Collected data:
────────────────
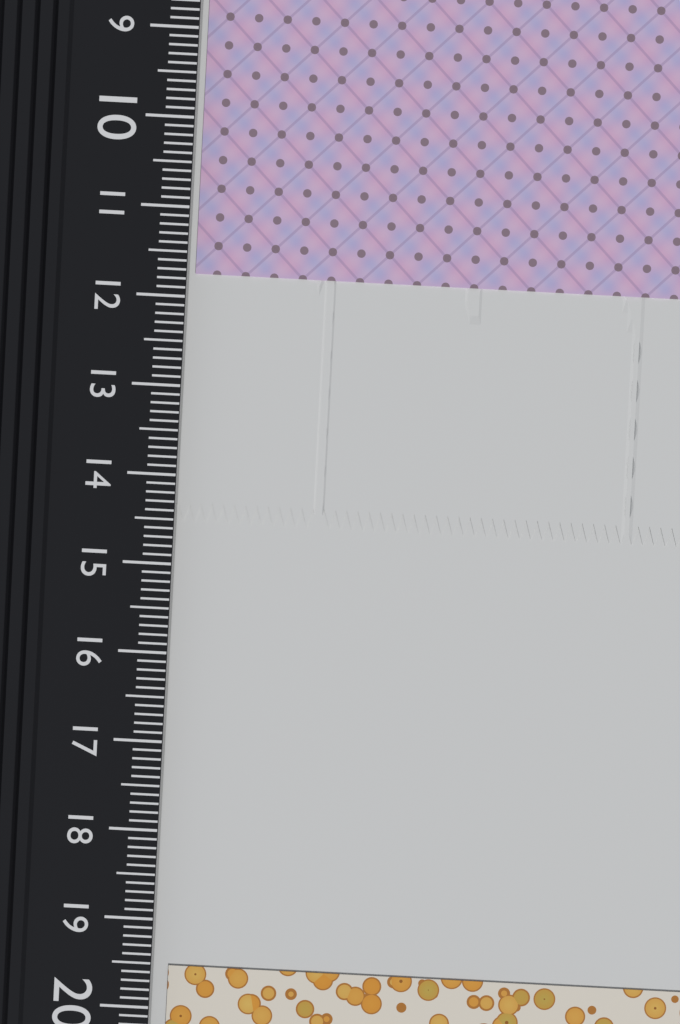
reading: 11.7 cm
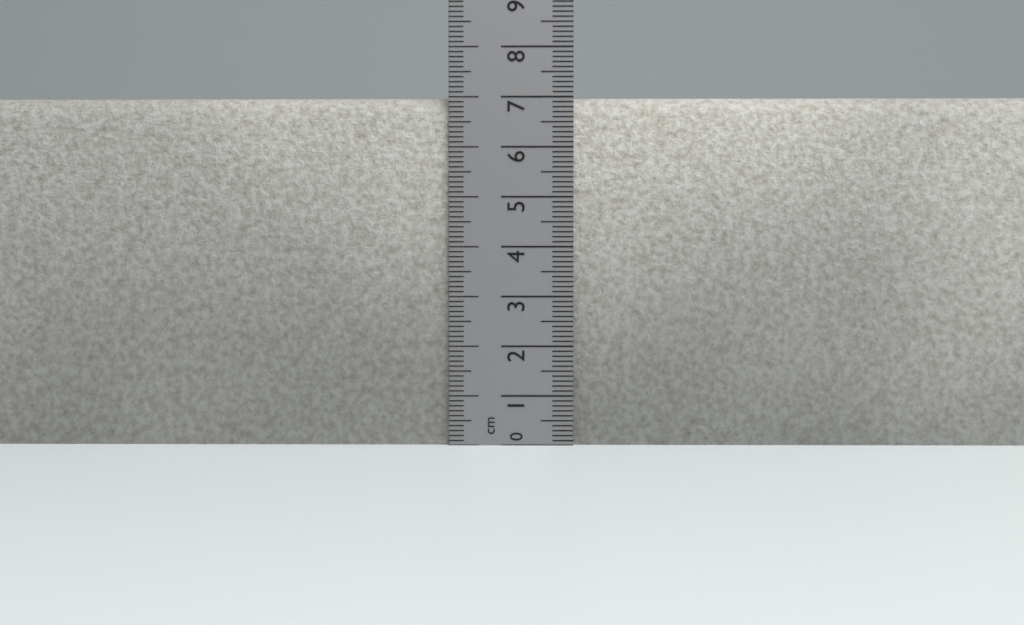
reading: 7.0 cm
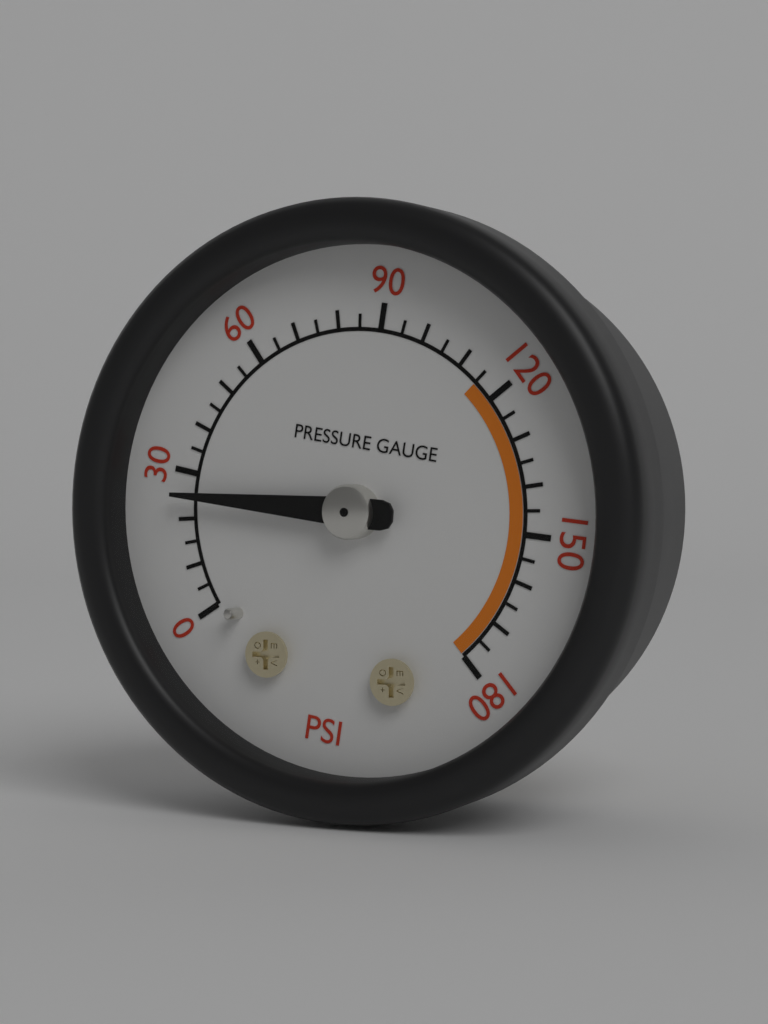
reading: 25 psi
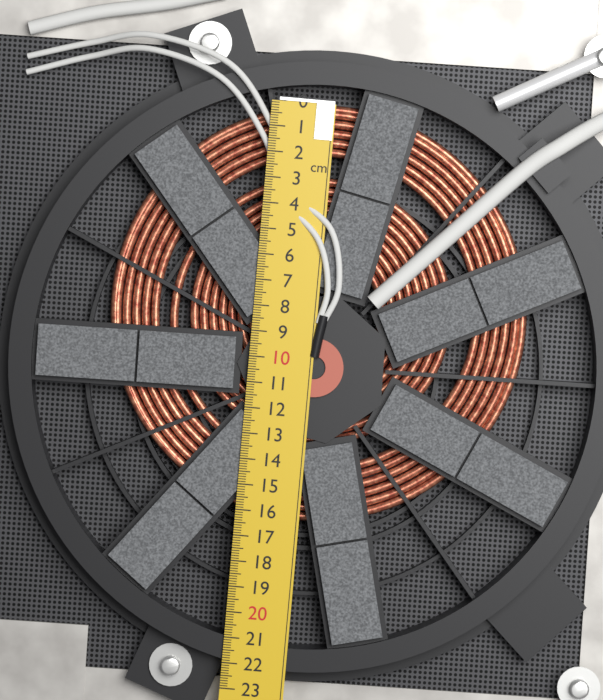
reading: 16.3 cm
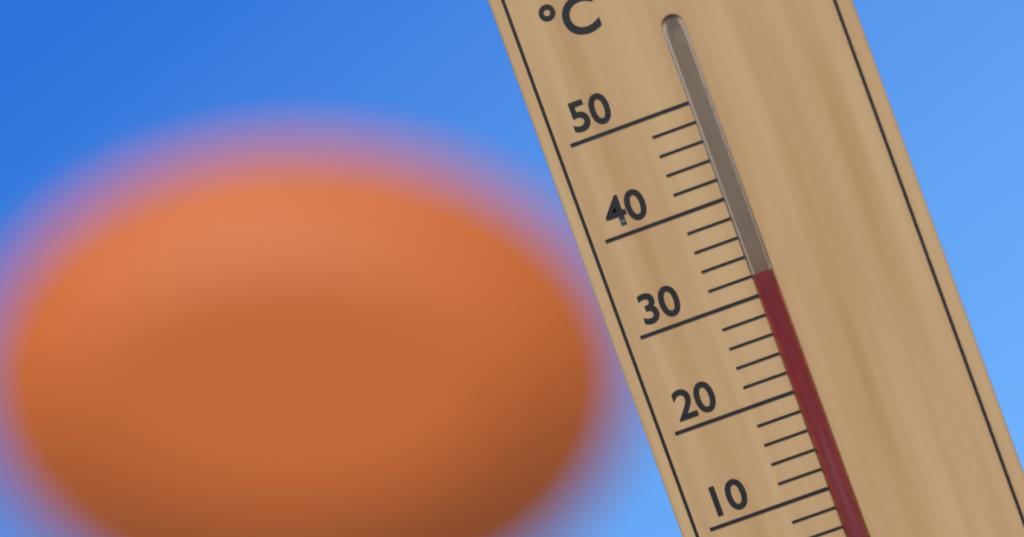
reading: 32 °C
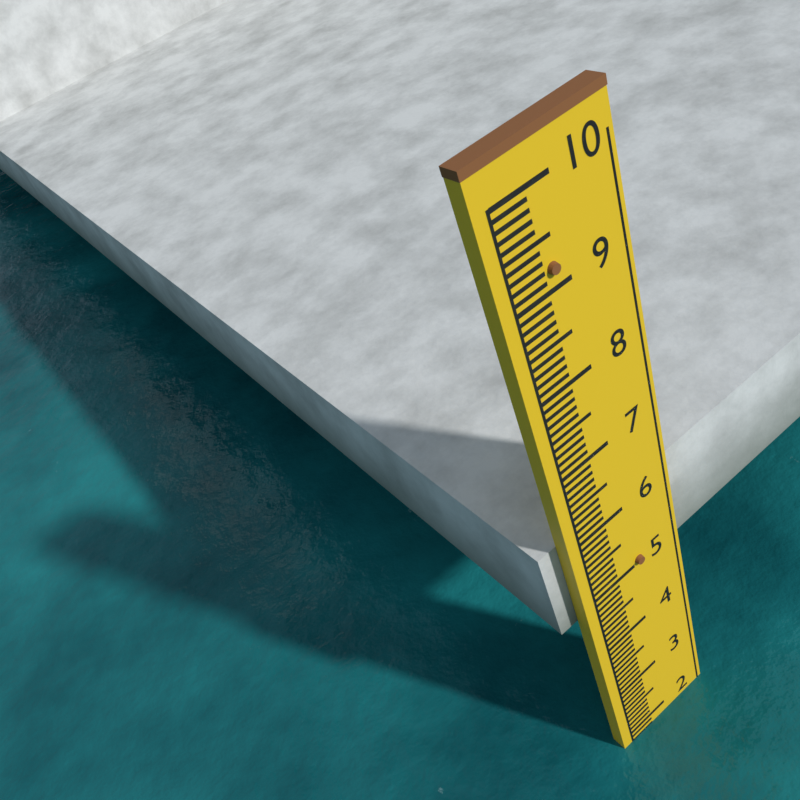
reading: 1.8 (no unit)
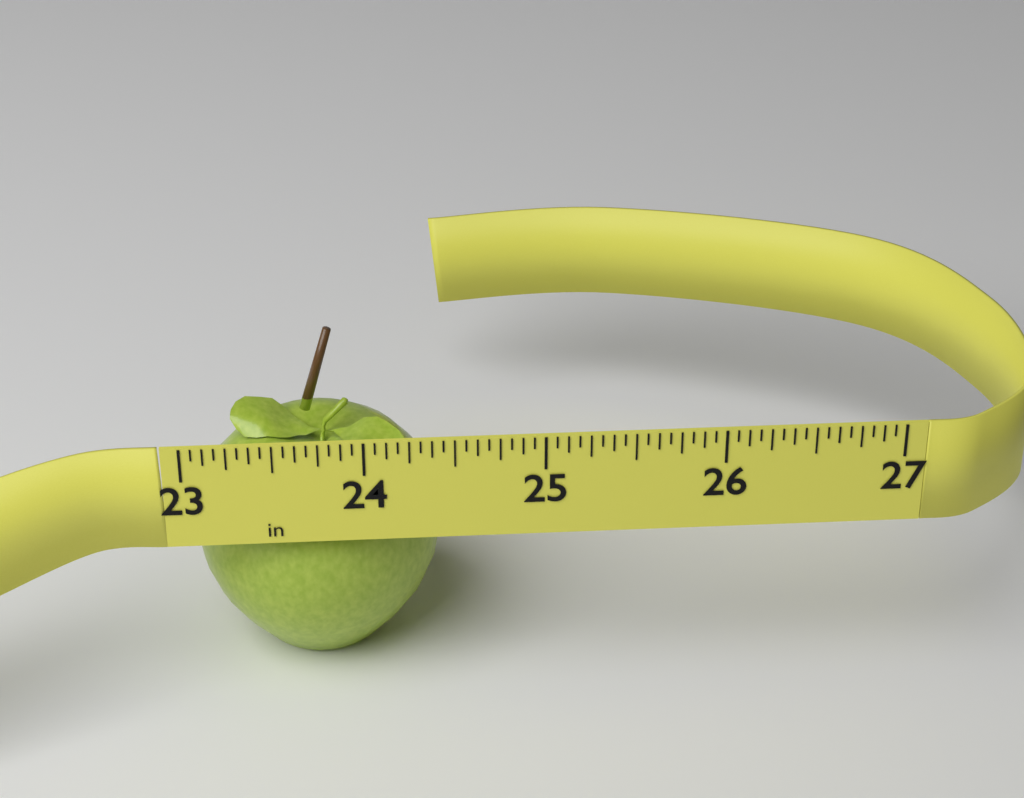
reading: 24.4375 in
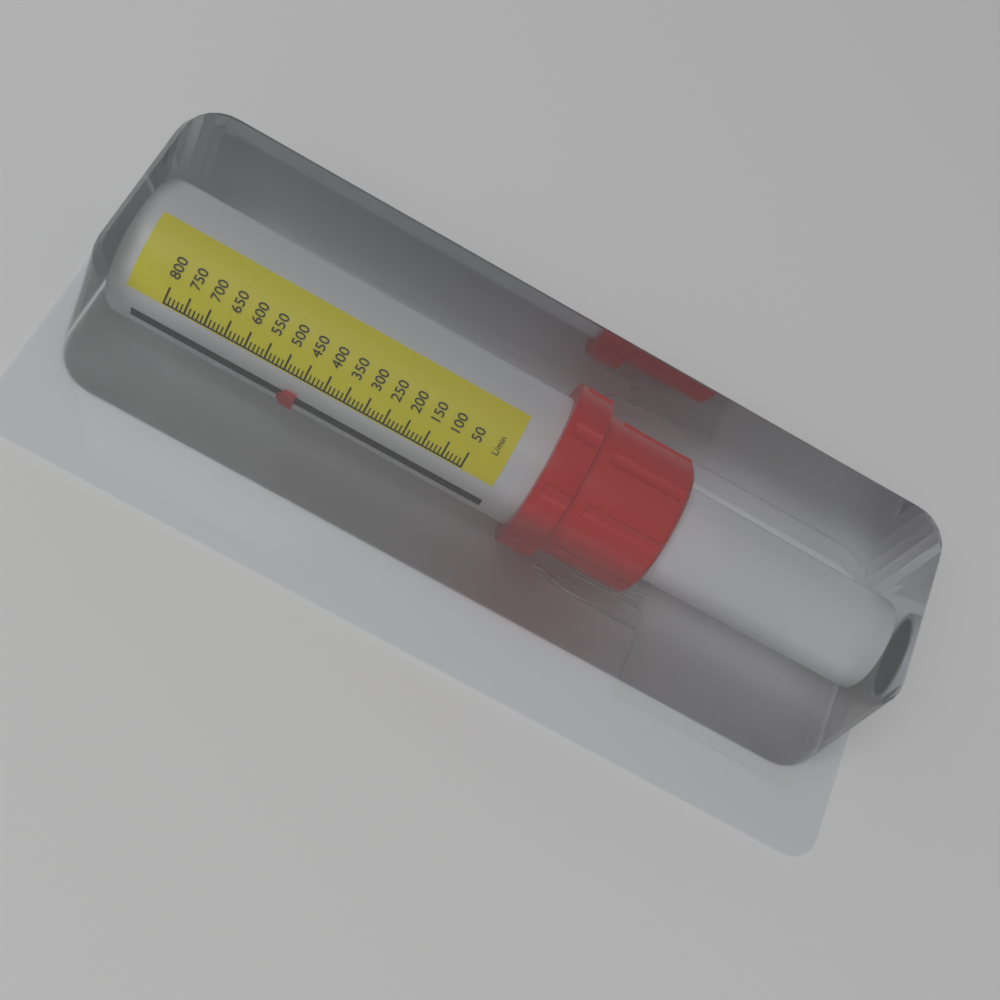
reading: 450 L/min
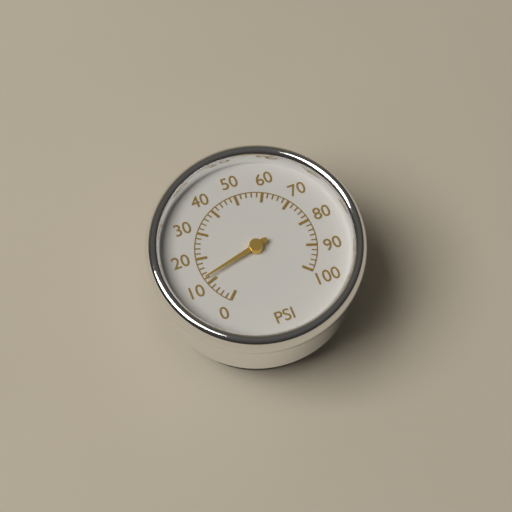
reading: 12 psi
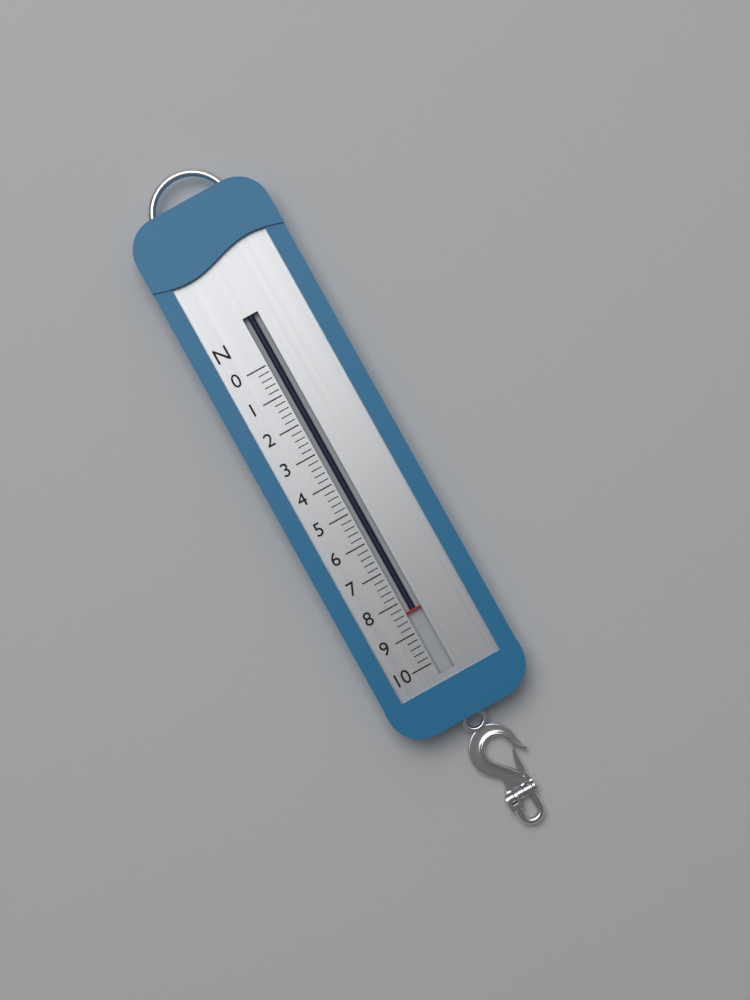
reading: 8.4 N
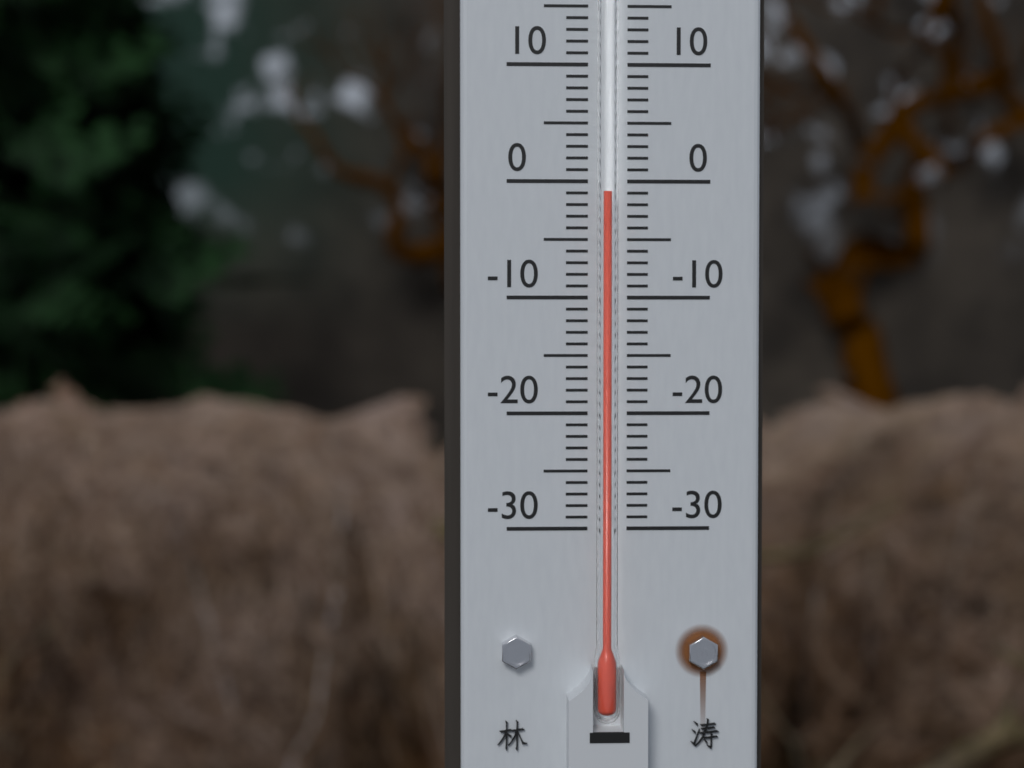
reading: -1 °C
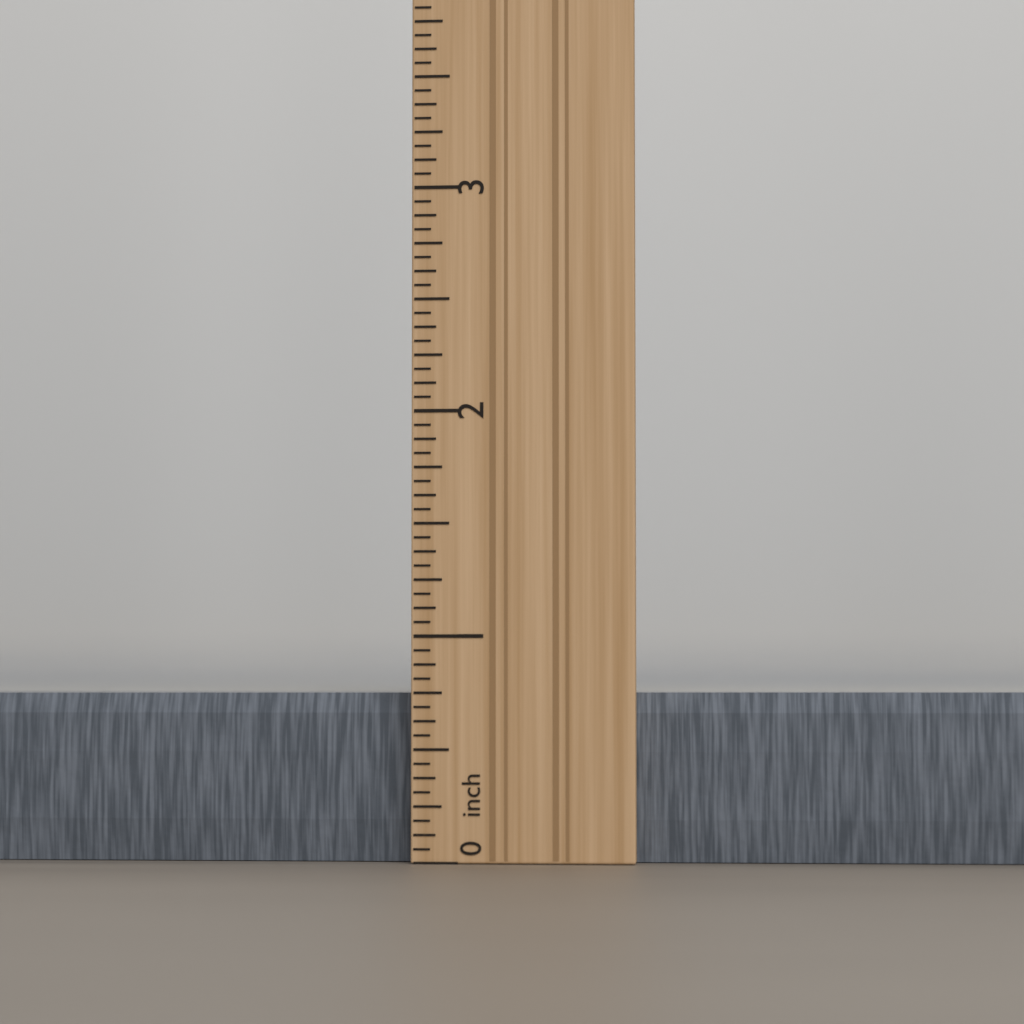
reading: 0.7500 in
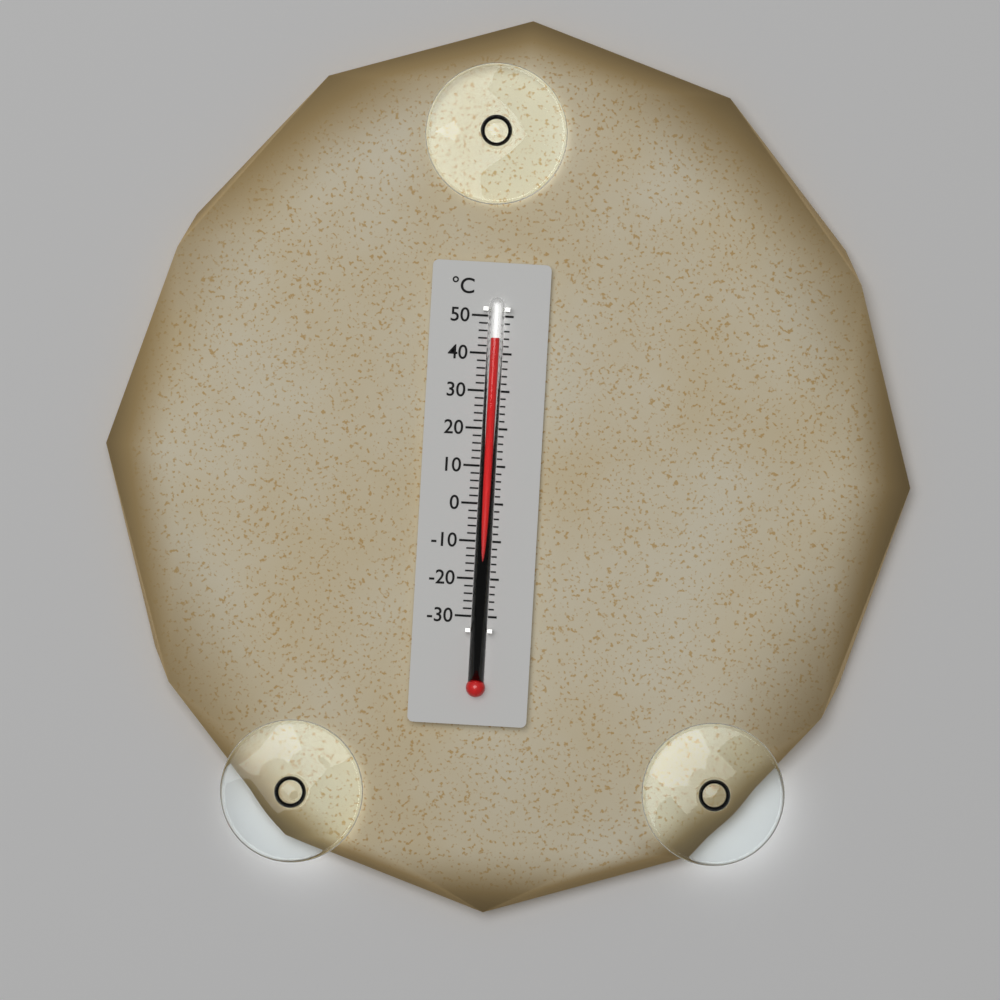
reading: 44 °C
────────────────
What you should do: Starting at the line that contains "reading: 32 °C", transcribe each line through the last one of the entries above, exactly and without pictures.

Response to this task:
reading: 32 °C
reading: 1.8 (no unit)
reading: 24.4375 in
reading: 450 L/min
reading: 12 psi
reading: 8.4 N
reading: -1 °C
reading: 0.7500 in
reading: 44 °C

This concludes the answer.